Most likely you do not need to do anything
In-combat healing is rarely an effective use of resources, usually it is better to focus on hurting the enemy. In most encounters no PC goes down, and the higher your level the most likely it is that a character is "taken out" not because of lack of HP, but by being stunned, paralyzed or dominated.
So if the GM compensates for the 1/5 decrease of party power by weakening the enemy similarly (as he should), you will find most encounters no more challenging than before.
What you can do
Skills and skill feats
Hopefully someone already has Medicine at expert level, with Assurance, Continual Recovery and Ward Medic. These provide much cheaper out-of-combat healing than spell slots.
Of course if that someone was the Cleric, someone else needs to retrain into these.
If you want to use Medicine in combat, you can also take Battle Medicine.
Natural Medicine might look tempting if you have a high proficiency in Nature, but as shown above, you need skill feats to be effective, and for those you actually need Medicine at least on expert.
Consumables
These cost money, and are even less action efficient than spells.
A Moderate Elixir of Life costs 150 gp (9.4% of the total expected wealth of a 9th level character), takes 2 actions to use (1 to retrieve, 1 to drink) and heals 5d6+12, which is barely more than the expected damage output of a 9th level monster in a round.
With the same 2 actions, the Wizard could cast a 5th level Fireball, or the others could attack twice, potentially reducing the enemy damage output (by killing the enemy).
You could buy less expensive potions, but than the effect per action decreases further.
For the same price you can buy a 5th level Heal scroll, that heals a respectable 5d8+40, but only the Champion can you need a multiclass to cast it, and takes the entire turn (1 action to retrieve, 2 to cast)
Permanent items
The Pearly White Spindle (Aeon Stone) is uncommon, but can provide 1440 HP healing during the day. More importantly, it heals you during the 10 minutes you Treat Wounds (or is done to you), and it tops you off during the looting if only a few HP are missing.
Many people like the Healer's Gloves, I never understood why. 2d6+7 HP is not much for 80 gp, and the +1 for Medicine checks is meaningless for Treat Wound if you use Assurance, which you should. It can be useful if you cannot use Assurance1, like treating bleed damage, but that is rare.
Its best use is on characters not investing in Medicine, so they can bring up one fallen PC once per day.
Archetypes
Blessed One gives anyone Lay on Hands, which is nice, but you already have one character with it. Better if you want to heal a lot to one character.
Medic gives bonuses the HP regained via Treat Wounds and Battle Medicine, and more frequent usage of the latter. Better if you want to heal some to more characters.
On level 9 Humans can take the Multitalented feat which gives you a multiclass dedication feat:
Any divine or primal caster can use Heal scrolls (which provide the most HP/gp) with just the Dedication. With Basic Spellcasting you get your own slots, but they are too little too late when it comes to healing.
Pychic provides another Focus Point which the Champion can use to fuel Lay on Hands.
More Focus Points to use for Lay on Hands
The Champion can take the above mentioned Psychic dedication, but beside that there are other feats like Litany Agains Wrath that increase your Focus Point pool. Desperate Prayer lets you use it once more.
Other
"One ounce of prevention is worth a pound of cure".
It is much better if you do not need your healing in the first place. Increase your hit chance (weapon potency runes), your damage per hit (striking and elemental runes), your AC (armor potency runes) and your saves (resilient runes).
A Ring of Resistance (fire) is easily affordable on level 9. A Greater Grim Sandglass costs more, and negative is less common than fire, but I still found it a good investment.
Of course it is not only about damage dealt, received and prevented, as control, buffing and debuffing is equally important.
- Invest in Intimidation, a Frightened enemy is less likely to hit, and more likely to be hit
- Diplomacy + Evangelize will force a flat check on enemy spellcasters if they want to cast spells
- Use flanking and combat maneuvers to your advantage
- technically you could, you would just mostly fail against the DC of level-appropriate enemies
Personal experience
I mostly play PFS, for this reason I cannot know beforehand what classes and builds I will be playing along. My characters need to be self reliant.
So most of my characters have Assurance (Medicine) and Continual Recovery by level 5.
Battle Medicine can reliably heal 2d8+10 by level 6 (Assurance + Expert), which is just 1d8 less than a Healing Potion of the same level, but is rarely used, as the actions are better spent elsewhere.
There are lots of characters with the Heal spell other than Clerics; primal and divine Sorcerers, Summoners and Witches, Oracles etc. Still, I mostly see only Clerics with Healing Font using it, as they cannot spend those slots on something more useful anyway.
I played most games (in PFS) without Clerics, many without anyone with Heal, and some without any kind of healing. There was no correlation between the amount of available healing and difficulty.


▶ AIM OF THE EXERCISE:
Select from the records below every line that has the word "screenshot" in it.

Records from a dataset

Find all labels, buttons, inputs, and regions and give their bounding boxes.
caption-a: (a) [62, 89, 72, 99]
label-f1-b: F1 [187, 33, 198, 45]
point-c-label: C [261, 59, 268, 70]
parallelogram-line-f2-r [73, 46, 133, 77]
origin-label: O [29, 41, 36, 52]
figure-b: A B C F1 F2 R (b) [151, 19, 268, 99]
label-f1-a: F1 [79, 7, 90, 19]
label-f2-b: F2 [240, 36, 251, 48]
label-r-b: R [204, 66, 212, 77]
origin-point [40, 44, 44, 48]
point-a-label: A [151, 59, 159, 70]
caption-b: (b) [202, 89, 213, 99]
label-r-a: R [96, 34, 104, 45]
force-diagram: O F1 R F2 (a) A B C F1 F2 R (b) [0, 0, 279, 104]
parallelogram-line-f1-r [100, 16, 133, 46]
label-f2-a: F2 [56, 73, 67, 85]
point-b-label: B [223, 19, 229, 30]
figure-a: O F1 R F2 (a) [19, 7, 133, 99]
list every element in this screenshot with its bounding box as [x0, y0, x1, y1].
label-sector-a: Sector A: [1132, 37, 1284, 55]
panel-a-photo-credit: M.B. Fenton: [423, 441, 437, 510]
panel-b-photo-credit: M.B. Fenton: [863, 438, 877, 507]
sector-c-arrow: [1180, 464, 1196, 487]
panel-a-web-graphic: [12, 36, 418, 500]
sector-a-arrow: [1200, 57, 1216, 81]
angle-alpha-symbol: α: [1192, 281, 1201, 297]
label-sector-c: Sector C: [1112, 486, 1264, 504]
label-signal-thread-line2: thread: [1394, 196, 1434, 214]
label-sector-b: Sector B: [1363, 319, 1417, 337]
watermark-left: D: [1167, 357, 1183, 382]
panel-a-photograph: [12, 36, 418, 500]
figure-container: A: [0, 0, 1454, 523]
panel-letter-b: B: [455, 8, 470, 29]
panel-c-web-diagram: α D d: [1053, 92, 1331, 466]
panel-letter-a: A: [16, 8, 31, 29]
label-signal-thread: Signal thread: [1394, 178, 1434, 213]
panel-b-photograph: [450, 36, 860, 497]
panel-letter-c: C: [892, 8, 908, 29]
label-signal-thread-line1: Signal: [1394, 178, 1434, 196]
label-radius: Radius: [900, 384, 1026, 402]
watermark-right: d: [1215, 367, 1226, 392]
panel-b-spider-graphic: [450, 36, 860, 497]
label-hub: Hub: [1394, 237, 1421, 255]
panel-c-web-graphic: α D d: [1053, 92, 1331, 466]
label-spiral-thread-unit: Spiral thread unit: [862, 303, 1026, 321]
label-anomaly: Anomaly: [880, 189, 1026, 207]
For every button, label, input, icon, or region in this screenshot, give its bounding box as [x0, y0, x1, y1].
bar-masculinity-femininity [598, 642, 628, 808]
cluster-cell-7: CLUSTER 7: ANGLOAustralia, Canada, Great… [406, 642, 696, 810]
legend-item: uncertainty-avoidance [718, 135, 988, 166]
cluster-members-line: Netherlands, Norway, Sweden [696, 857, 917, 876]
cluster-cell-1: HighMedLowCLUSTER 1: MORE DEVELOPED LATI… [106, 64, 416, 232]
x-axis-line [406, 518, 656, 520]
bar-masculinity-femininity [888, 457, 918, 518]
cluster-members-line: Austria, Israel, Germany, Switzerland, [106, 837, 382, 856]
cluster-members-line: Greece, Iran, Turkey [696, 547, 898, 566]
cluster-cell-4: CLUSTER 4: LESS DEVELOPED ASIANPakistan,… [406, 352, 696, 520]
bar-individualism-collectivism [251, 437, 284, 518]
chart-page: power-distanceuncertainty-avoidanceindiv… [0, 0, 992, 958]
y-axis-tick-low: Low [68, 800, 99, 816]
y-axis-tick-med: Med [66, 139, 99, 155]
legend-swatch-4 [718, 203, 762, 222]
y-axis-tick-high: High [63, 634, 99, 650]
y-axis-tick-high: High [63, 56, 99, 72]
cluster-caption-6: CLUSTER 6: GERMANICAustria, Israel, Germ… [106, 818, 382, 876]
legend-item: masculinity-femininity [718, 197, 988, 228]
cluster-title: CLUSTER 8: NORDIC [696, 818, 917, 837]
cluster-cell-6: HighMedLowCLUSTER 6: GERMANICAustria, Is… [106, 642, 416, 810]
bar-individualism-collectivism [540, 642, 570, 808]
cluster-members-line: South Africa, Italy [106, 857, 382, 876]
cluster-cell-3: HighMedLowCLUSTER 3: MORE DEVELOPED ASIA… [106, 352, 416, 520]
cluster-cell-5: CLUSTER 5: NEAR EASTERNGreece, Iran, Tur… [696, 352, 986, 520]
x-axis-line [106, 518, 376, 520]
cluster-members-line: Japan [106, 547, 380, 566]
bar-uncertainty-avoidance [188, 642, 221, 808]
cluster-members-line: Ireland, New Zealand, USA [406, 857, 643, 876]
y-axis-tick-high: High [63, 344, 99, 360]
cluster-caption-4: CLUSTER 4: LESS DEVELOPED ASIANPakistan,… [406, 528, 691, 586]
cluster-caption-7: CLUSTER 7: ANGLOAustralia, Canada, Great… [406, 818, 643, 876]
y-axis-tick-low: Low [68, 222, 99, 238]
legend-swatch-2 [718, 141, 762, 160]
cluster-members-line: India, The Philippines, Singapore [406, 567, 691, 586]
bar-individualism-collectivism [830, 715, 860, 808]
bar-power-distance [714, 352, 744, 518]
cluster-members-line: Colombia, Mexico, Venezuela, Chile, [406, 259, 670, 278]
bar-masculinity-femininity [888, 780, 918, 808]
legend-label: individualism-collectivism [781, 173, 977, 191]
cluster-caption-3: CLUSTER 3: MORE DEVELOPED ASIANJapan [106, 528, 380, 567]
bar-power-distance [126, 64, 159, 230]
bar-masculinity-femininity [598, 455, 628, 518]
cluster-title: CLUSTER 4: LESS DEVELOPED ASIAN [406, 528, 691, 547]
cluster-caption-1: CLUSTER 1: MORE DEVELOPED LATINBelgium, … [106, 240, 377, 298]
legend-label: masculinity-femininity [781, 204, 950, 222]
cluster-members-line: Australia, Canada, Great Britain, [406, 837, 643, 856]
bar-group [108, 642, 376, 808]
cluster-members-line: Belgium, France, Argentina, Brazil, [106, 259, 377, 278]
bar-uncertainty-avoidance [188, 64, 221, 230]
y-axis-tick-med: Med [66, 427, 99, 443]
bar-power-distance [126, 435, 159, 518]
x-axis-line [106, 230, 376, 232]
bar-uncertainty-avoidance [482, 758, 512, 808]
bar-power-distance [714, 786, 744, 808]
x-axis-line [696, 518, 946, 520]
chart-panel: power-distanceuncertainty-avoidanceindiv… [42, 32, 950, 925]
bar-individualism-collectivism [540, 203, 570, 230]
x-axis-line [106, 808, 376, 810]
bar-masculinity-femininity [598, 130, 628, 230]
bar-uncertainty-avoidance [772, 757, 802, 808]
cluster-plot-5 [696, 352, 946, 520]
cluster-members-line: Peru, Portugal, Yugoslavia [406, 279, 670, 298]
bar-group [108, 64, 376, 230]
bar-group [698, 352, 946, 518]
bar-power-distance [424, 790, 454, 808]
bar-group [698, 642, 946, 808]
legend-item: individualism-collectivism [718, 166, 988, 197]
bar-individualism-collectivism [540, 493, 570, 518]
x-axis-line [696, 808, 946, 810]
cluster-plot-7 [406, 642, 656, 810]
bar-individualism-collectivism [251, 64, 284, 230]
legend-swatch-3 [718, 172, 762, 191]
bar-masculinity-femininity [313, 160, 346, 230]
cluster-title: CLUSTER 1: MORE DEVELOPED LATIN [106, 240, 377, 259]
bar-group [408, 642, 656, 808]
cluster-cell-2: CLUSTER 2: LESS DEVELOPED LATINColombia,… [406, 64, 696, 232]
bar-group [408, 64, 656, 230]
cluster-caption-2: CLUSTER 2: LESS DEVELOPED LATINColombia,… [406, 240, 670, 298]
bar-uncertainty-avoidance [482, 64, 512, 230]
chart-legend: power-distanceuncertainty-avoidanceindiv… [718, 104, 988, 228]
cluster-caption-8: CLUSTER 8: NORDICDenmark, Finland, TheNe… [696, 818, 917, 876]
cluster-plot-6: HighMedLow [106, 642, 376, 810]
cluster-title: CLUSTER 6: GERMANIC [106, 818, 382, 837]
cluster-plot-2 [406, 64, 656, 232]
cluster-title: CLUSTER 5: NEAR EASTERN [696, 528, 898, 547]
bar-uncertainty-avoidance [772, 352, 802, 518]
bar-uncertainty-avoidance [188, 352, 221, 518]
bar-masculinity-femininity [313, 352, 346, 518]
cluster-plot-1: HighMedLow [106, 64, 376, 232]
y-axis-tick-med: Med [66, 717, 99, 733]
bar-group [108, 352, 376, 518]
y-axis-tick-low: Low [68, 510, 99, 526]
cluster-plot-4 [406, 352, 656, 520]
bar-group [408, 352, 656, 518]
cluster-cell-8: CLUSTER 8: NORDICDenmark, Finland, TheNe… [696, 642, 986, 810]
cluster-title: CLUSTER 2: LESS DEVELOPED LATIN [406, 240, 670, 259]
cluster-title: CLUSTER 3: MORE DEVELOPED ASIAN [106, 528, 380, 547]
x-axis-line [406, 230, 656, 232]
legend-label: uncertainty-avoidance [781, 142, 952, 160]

▶ EXPECTED OUTPUT:
list every element in this screenshot with its bounding box as [x0, y0, x1, y1].
For every button, label, input, icon, or region in this screenshot, give its bounding box as [x0, y0, x1, y1].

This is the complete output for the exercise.